A news report today caught my eye because it was pertinent to a story I have, which I shall relate in due course. The report regarded some research which showed that people who took even two paracetamol tablets were more inclined to take a risk than those who did not take paracetamol. The risk taking was to do with activities such as sky diving, bungee jumping and the like. Here, then, is my tale... 

It concerns a lady, in her eighties, of previous good moral character and generally, as far as I know, a conductor of a law abiding life. As often happens in the later years of life, her hips started to give her pain and she duly underwent a successful hip replacement of the worst affected hip, with a promise from her surgeon that, after a three month recovery period, the second hip would be replaced, too, and she would be able to live her life onwards with a hop, skip and a jump - and free from pain. 

Sadly, the second hip replacement was scuppered by the onset of an imminent pandemic. Whilst the new hip had been rendered pain free, the second had not, and the lady was advised to take the maximum dose of paracetamol each day to help with the pain she was enduring. This would not remove the pain completely but it would, at least, soften the edges. 

The maximum dose of paracetamol per day is eight. Over a period of a 30 day month, that equals 240 tablets. In the UK, where once one used to be able to purchase bottles of 100 paracetamol, the law changed so that now you can purchase them in packets of 16 only and most shops will allow you to purchase only two packets in one visit. I believe this is to do with preventing overdoses. 

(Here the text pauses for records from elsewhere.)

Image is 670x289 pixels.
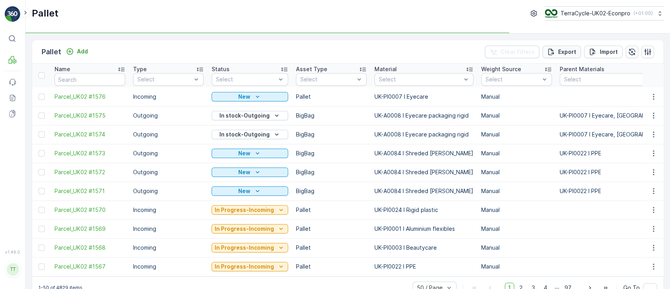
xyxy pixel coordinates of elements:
[477,181,556,200] td: Manual
[371,200,477,219] td: UK-PI0024 I Rigid plastic
[481,65,521,73] p: Weight Source
[634,10,653,16] p: ( +01:00 )
[371,181,477,200] td: UK-A0084 I Shreded [PERSON_NAME]
[477,219,556,238] td: Manual
[38,225,45,232] div: Toggle Row Selected
[55,243,125,251] span: Parcel_UK02 #1568
[212,224,288,233] button: In Progress-Incoming
[477,144,556,163] td: Manual
[215,243,274,251] p: In Progress-Incoming
[55,168,125,176] a: Parcel_UK02 #1572
[371,238,477,257] td: UK-PI0003 I Beautycare
[5,256,20,282] button: TT
[55,111,125,119] a: Parcel_UK02 #1575
[558,48,576,56] p: Export
[477,163,556,181] td: Manual
[38,93,45,100] div: Toggle Row Selected
[292,219,371,238] td: Pallet
[55,262,125,270] a: Parcel_UK02 #1567
[371,163,477,181] td: UK-A0084 I Shreded [PERSON_NAME]
[238,187,250,195] p: New
[38,263,45,269] div: Toggle Row Selected
[215,225,274,232] p: In Progress-Incoming
[292,106,371,125] td: BigBag
[292,238,371,257] td: Pallet
[371,144,477,163] td: UK-A0084 I Shreded [PERSON_NAME]
[137,75,192,83] p: Select
[561,9,631,17] p: TerraCycle-UK02-Econpro
[133,65,147,73] p: Type
[212,205,288,214] button: In Progress-Incoming
[212,261,288,271] button: In Progress-Incoming
[38,112,45,119] div: Toggle Row Selected
[545,6,664,20] button: TerraCycle-UK02-Econpro(+01:00)
[219,130,270,138] p: In stock-Outgoing
[129,181,208,200] td: Outgoing
[477,87,556,106] td: Manual
[129,238,208,257] td: Incoming
[216,75,276,83] p: Select
[477,257,556,276] td: Manual
[77,48,88,55] p: Add
[55,130,125,138] a: Parcel_UK02 #1574
[129,106,208,125] td: Outgoing
[292,163,371,181] td: BigBag
[7,263,19,275] div: TT
[38,207,45,213] div: Toggle Row Selected
[5,6,20,22] img: logo
[600,48,618,56] p: Import
[55,225,125,232] span: Parcel_UK02 #1569
[584,46,623,58] button: Import
[477,200,556,219] td: Manual
[543,46,581,58] button: Export
[296,65,327,73] p: Asset Type
[292,200,371,219] td: Pallet
[379,75,461,83] p: Select
[212,92,288,101] button: New
[238,93,250,101] p: New
[545,9,557,18] img: terracycle_logo_wKaHoWT.png
[371,125,477,144] td: UK-A0008 I Eyecare packaging rigid
[300,75,355,83] p: Select
[38,169,45,175] div: Toggle Row Selected
[42,46,61,57] p: Pallet
[55,187,125,195] a: Parcel_UK02 #1571
[129,87,208,106] td: Incoming
[212,130,288,139] button: In stock-Outgoing
[55,149,125,157] a: Parcel_UK02 #1573
[212,186,288,196] button: New
[212,148,288,158] button: New
[63,47,91,56] button: Add
[477,238,556,257] td: Manual
[238,149,250,157] p: New
[477,125,556,144] td: Manual
[219,111,270,119] p: In stock-Outgoing
[292,87,371,106] td: Pallet
[38,131,45,137] div: Toggle Row Selected
[371,219,477,238] td: UK-PI0001 I Aluminium flexibles
[55,206,125,214] a: Parcel_UK02 #1570
[38,188,45,194] div: Toggle Row Selected
[32,7,58,20] p: Pallet
[238,168,250,176] p: New
[38,150,45,156] div: Toggle Row Selected
[485,46,539,58] button: Clear Filters
[55,65,70,73] p: Name
[55,93,125,101] a: Parcel_UK02 #1576
[129,257,208,276] td: Incoming
[212,65,230,73] p: Status
[129,163,208,181] td: Outgoing
[292,144,371,163] td: BigBag
[212,243,288,252] button: In Progress-Incoming
[375,65,397,73] p: Material
[38,244,45,250] div: Toggle Row Selected
[477,106,556,125] td: Manual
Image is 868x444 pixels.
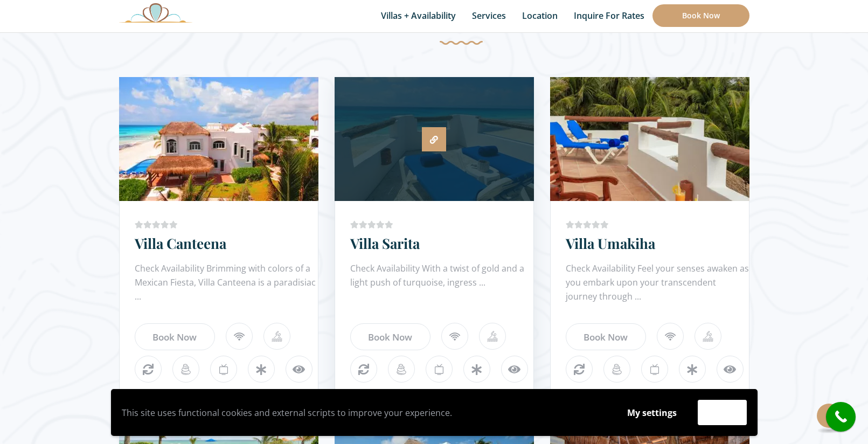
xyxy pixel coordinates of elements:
div: Check Availability Brimming with colors of a Mexican Fiesta, Villa Canteena is a paradisiac ... [135,261,318,304]
a: Book Now [350,323,430,350]
a: Book Now [566,323,646,350]
img: Awesome Logo [119,3,193,23]
button: My settings [617,400,687,425]
a: Book Now [135,323,215,350]
a: Villa Canteena [135,234,227,253]
div: Check Availability Feel your senses awaken as you embark upon your transcendent journey through ... [566,261,749,304]
div: Check Availability With a twist of gold and a light push of turquoise, ingress ... [350,261,534,304]
a: Book Now [652,5,750,27]
a: Villa Sarita [350,234,420,253]
i: call [829,405,853,429]
p: This site uses functional cookies and external scripts to improve your experience. [122,405,606,421]
a: call [826,402,856,432]
a: Villa Umakiha [566,234,655,253]
button: Accept [698,400,747,425]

Now, if I was intent on overdosing, I could spend twenty minutes walking around the shops in my town and pick up two packs each from Wilkos, Boots, Morrison’s, Supersavers, Asda, Lidl, Sainsbury’s and Murray’s pharmacy by the medical centre. Within twenty minutes and at a brisk marching pace I could buy sixteen packets = 256 paracetamol tablets. The law, as they say, is an ass - and treats us like idiots. 

Anyway, the lady in question was unable, because of her hip, to go on a route march around town to stock up on paracetamol. Her GP had sensibly agreed to give her a monthly prescription for 100 tablets, which helped. But still left our lady another 140 to find if she was to manage her hip pain in some small way because her operation, six months after the postponement, showed no sign of being reinstated. But she could pick up a couple of packets during her weekly supermarket visit. And that almost matched the required doses. And they aren’t expensive, not really. If you stay away from the branded names you can pick up the same medicine for anywhere between 20p and 30p a packet. 

And now comes the pertinence of my story - thank goodness, I hear you cry! 

The lady in question, whilst in the supermarket one day doing her shopping, was overcome by what now seems to be a paracetamol-induced risk taking incident which made her put a packet of tablets into her bag WITHOUT PAYING!!!

Oh. My. Goodness.

By her own admission, she said she did not know what came over her. She had her trolley, she paid for all her other shopping in the normal fashion, but that little packet of pills took a covert and free ride from the shop in her bag. All 20 pence worth of it. 

This Inadvertent Risk Taker was soon overcome with remorse, vowing to return to the shop, to confess all and to take the rap, guv’nor. Her family (who secretly thought this adventure was a hoot because it seemed so out of character) advised against this course of action because it would be Sod’s Law the shop would do something inversely proportional to the event, like call the police. And then an arrest and conviction would ensue and this lady of previously pristine character would end up a hardened jail bird pensioner, probably peddling contraband knitted dog coats on the side in order to support her paracetamol habit.

Instead, this lady made a donation to charity to atone her sin. And vowed never to shoplift again.

I’m not so sure, not if this study on the correlation between risk taking and paracetamol consumption is anything to go by. It could be hang gliding next. Or extreme ironing up a mountainside. Except she doesn’t iron. Because that involves too much standing up. Which hurts her hip.